I used to think essays were really only something that Sheena Percival could ever master. And possibly Jackie Dandridge. Normally, Sheena and Jackie never spoke to each other. Their lips curled when they passed in the school corridors. They would not even play on the same netball team. Sheena wanted to go to Oxford to study English and Jackie wanted to go to Russia to live an honest life. At least, that’s what she said. Sheena always sat at the front, and Jackie lounged at the back, occasionally, if really roused, bringing her chair back to earth with a bang and standing to defend the working man. I can see them now, bandying arguments about the politics of literature with our teacher Miss Roberts, as the rest of us wondered what they were talking about, or passed notes about who was going to cop off with who at that night’s party in the working men’s club.

Sheena had read more than one book by Jane Austen and Jackie had a copy of the Communist manifesto in her desk. Really, they were very alike. They both handed in essays peppered with the most extraordinary words. I know this because Jackie wrote such a zinger once that she was asked to read it out. When she came to the word ‘hegemony’ I thought Sheena was going to snap her pencil.

The following week Sheena was asked to read her essay out. Her crowning moment was the word ‘anagnorisis’. I suppose I ought to tell you that it was after this that the pair of them signed a peace pact, struck up a really close friendship, and when they left school it was Sheena who went to Moscow and married a penniless piano tuner and Jackie who went to Oxford and became a merchant banker.

More importantly, to me, at the time, was the idea that if I used impressive sounding words I too might get the approval of Miss Roberts, and more importantly still, eight quid from my mother to buy a new maxidress from Dorothy Perkins. Hence, dear reader, I opened the dictionary at random and chose ‘homiletic’, ‘peduncle’ and ‘smorgasbord’. I remember, a week later, Miss Roberts congratulating me, with a thin smile, about my interesting choice of language, but also that it was mere speculation on my part that Elizabeth Bennet had a neck like a peduncle and that open sandwiches were unknown in Regency England. I got a B. It seemed that, even armed with amazing words, I could never ascend to the giddy heights of a B+ or, whisper it soft, an ‘A’. I was like Gandalf knocking at the gates of Moria, or possibly my mate Lou trying to prove to the landlord of The Gun that she was old enough to buy a vodka and tonic on the strength of her sister’s driving licence.

Then, after years working on tabloid newspapers, I started a university course and the old problem came back. What did you put in an essay? How did you beguile a tutor into giving you a good mark? But hey, I thought, I’m older, I’m wiser, I can write snappy paragraphs about axe murders. Surely I can just do the same about the romantic poets. My tutor was going to lap my stuff up. What she was lacking was some entertainment. After all, essays can be so dull, can’t they? It was with a light heart that I knocked off my essay on the romantic poets (‘Discuss the impact on Augustan poetry of Wordsworth’s preface to Lyrical Ballads’). I began:
1802 was set to be just another boring old year dominated by those fuddy duddy Augustans, but a young and dashing William Wordsworth had other ideas.
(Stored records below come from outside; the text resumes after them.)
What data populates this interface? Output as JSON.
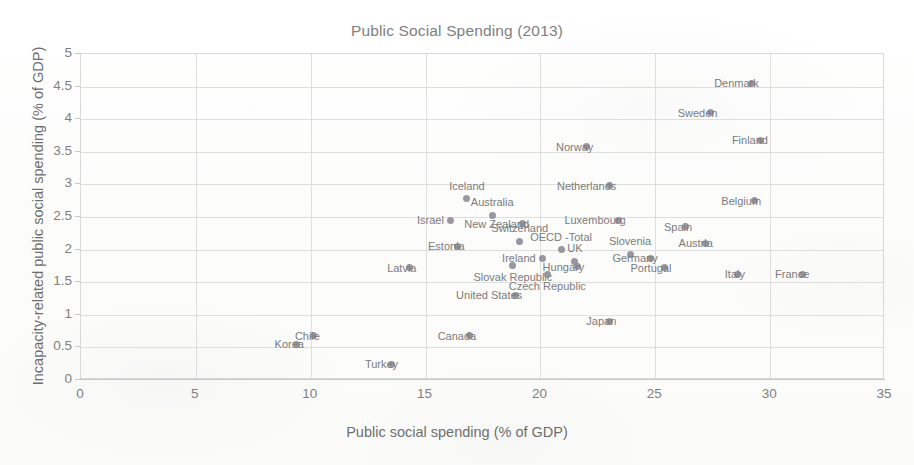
{
  "chart_data": {
    "type": "scatter",
    "title": "Public Social Spending (2013)",
    "xlabel": "Public social spending (% of GDP)",
    "ylabel": "Incapacity-related public social spending (% of GDP)",
    "xlim": [
      0,
      35
    ],
    "ylim": [
      0,
      5
    ],
    "xticks": [
      "0",
      "5",
      "10",
      "15",
      "20",
      "25",
      "30",
      "35"
    ],
    "xtick_values": [
      0,
      5,
      10,
      15,
      20,
      25,
      30,
      35
    ],
    "yticks": [
      "0",
      "0.5",
      "1",
      "1.5",
      "2",
      "2.5",
      "3",
      "3.5",
      "4",
      "4.5",
      "5"
    ],
    "ytick_values": [
      0,
      0.5,
      1,
      1.5,
      2,
      2.5,
      3,
      3.5,
      4,
      4.5,
      5
    ],
    "grid": "both",
    "legend": "none",
    "marker_color": "#8a8a95",
    "label_color": "#7b7b7b",
    "gridline_color": "#dedede",
    "points": [
      {
        "name": "Denmark",
        "x": 29.2,
        "y": 4.55,
        "label_pos": "right"
      },
      {
        "name": "Sweden",
        "x": 27.4,
        "y": 4.1,
        "label_pos": "right"
      },
      {
        "name": "Finland",
        "x": 29.6,
        "y": 3.68,
        "label_pos": "right"
      },
      {
        "name": "Norway",
        "x": 22.0,
        "y": 3.58,
        "label_pos": "right"
      },
      {
        "name": "Netherlands",
        "x": 23.0,
        "y": 2.98,
        "label_pos": "right"
      },
      {
        "name": "Iceland",
        "x": 16.8,
        "y": 2.78,
        "label_pos": "above"
      },
      {
        "name": "Belgium",
        "x": 29.3,
        "y": 2.75,
        "label_pos": "right"
      },
      {
        "name": "Australia",
        "x": 17.9,
        "y": 2.53,
        "label_pos": "above"
      },
      {
        "name": "Israel",
        "x": 16.1,
        "y": 2.45,
        "label_pos": "left"
      },
      {
        "name": "Luxembourg",
        "x": 23.4,
        "y": 2.45,
        "label_pos": "right"
      },
      {
        "name": "New Zealand",
        "x": 19.2,
        "y": 2.4,
        "label_pos": "right"
      },
      {
        "name": "Spain",
        "x": 26.3,
        "y": 2.35,
        "label_pos": "right"
      },
      {
        "name": "Switzerland",
        "x": 19.1,
        "y": 2.13,
        "label_pos": "above"
      },
      {
        "name": "Austria",
        "x": 27.2,
        "y": 2.1,
        "label_pos": "right"
      },
      {
        "name": "Estonia",
        "x": 16.4,
        "y": 2.05,
        "label_pos": "right"
      },
      {
        "name": "OECD -Total",
        "x": 20.9,
        "y": 2.0,
        "label_pos": "above"
      },
      {
        "name": "Slovenia",
        "x": 23.9,
        "y": 1.93,
        "label_pos": "above"
      },
      {
        "name": "Ireland",
        "x": 20.1,
        "y": 1.87,
        "label_pos": "left"
      },
      {
        "name": "Germany",
        "x": 24.8,
        "y": 1.87,
        "label_pos": "right"
      },
      {
        "name": "UK",
        "x": 21.5,
        "y": 1.82,
        "label_pos": "above"
      },
      {
        "name": "Hungary",
        "x": 21.6,
        "y": 1.74,
        "label_pos": "right"
      },
      {
        "name": "Slovak Republic",
        "x": 18.8,
        "y": 1.76,
        "label_pos": "below"
      },
      {
        "name": "Portugal",
        "x": 25.4,
        "y": 1.72,
        "label_pos": "right"
      },
      {
        "name": "Latvia",
        "x": 14.3,
        "y": 1.72,
        "label_pos": "right"
      },
      {
        "name": "Italy",
        "x": 28.6,
        "y": 1.62,
        "label_pos": "right"
      },
      {
        "name": "France",
        "x": 31.4,
        "y": 1.62,
        "label_pos": "right"
      },
      {
        "name": "Czech Republic",
        "x": 20.3,
        "y": 1.62,
        "label_pos": "below"
      },
      {
        "name": "United States",
        "x": 18.9,
        "y": 1.3,
        "label_pos": "right"
      },
      {
        "name": "Japan",
        "x": 23.0,
        "y": 0.9,
        "label_pos": "right"
      },
      {
        "name": "Chile",
        "x": 10.1,
        "y": 0.68,
        "label_pos": "right"
      },
      {
        "name": "Canada",
        "x": 16.9,
        "y": 0.68,
        "label_pos": "right"
      },
      {
        "name": "Korea",
        "x": 9.4,
        "y": 0.55,
        "label_pos": "right"
      },
      {
        "name": "Turkey",
        "x": 13.5,
        "y": 0.24,
        "label_pos": "right"
      }
    ]
  }
}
And you know what? My tutor didn’t like it. At all.

It wasn’t until I got taken in hand by another tutor, a doctor of philosophy, that lightning struck my pen and the scales fell from my eyes. I was shown firmly and clearly how to write an essay. The point about my tutor being a philosophy dude, is that they are masters of logic, and logic requires you to be clear about what you are asked to do, and then to answer by making your points, backing them up with evidence and then drawing a conclusion.

It is as simple as that, but I’m going to spell out the details, and you don’t even need to use the word ‘hence’ if you don’t want to.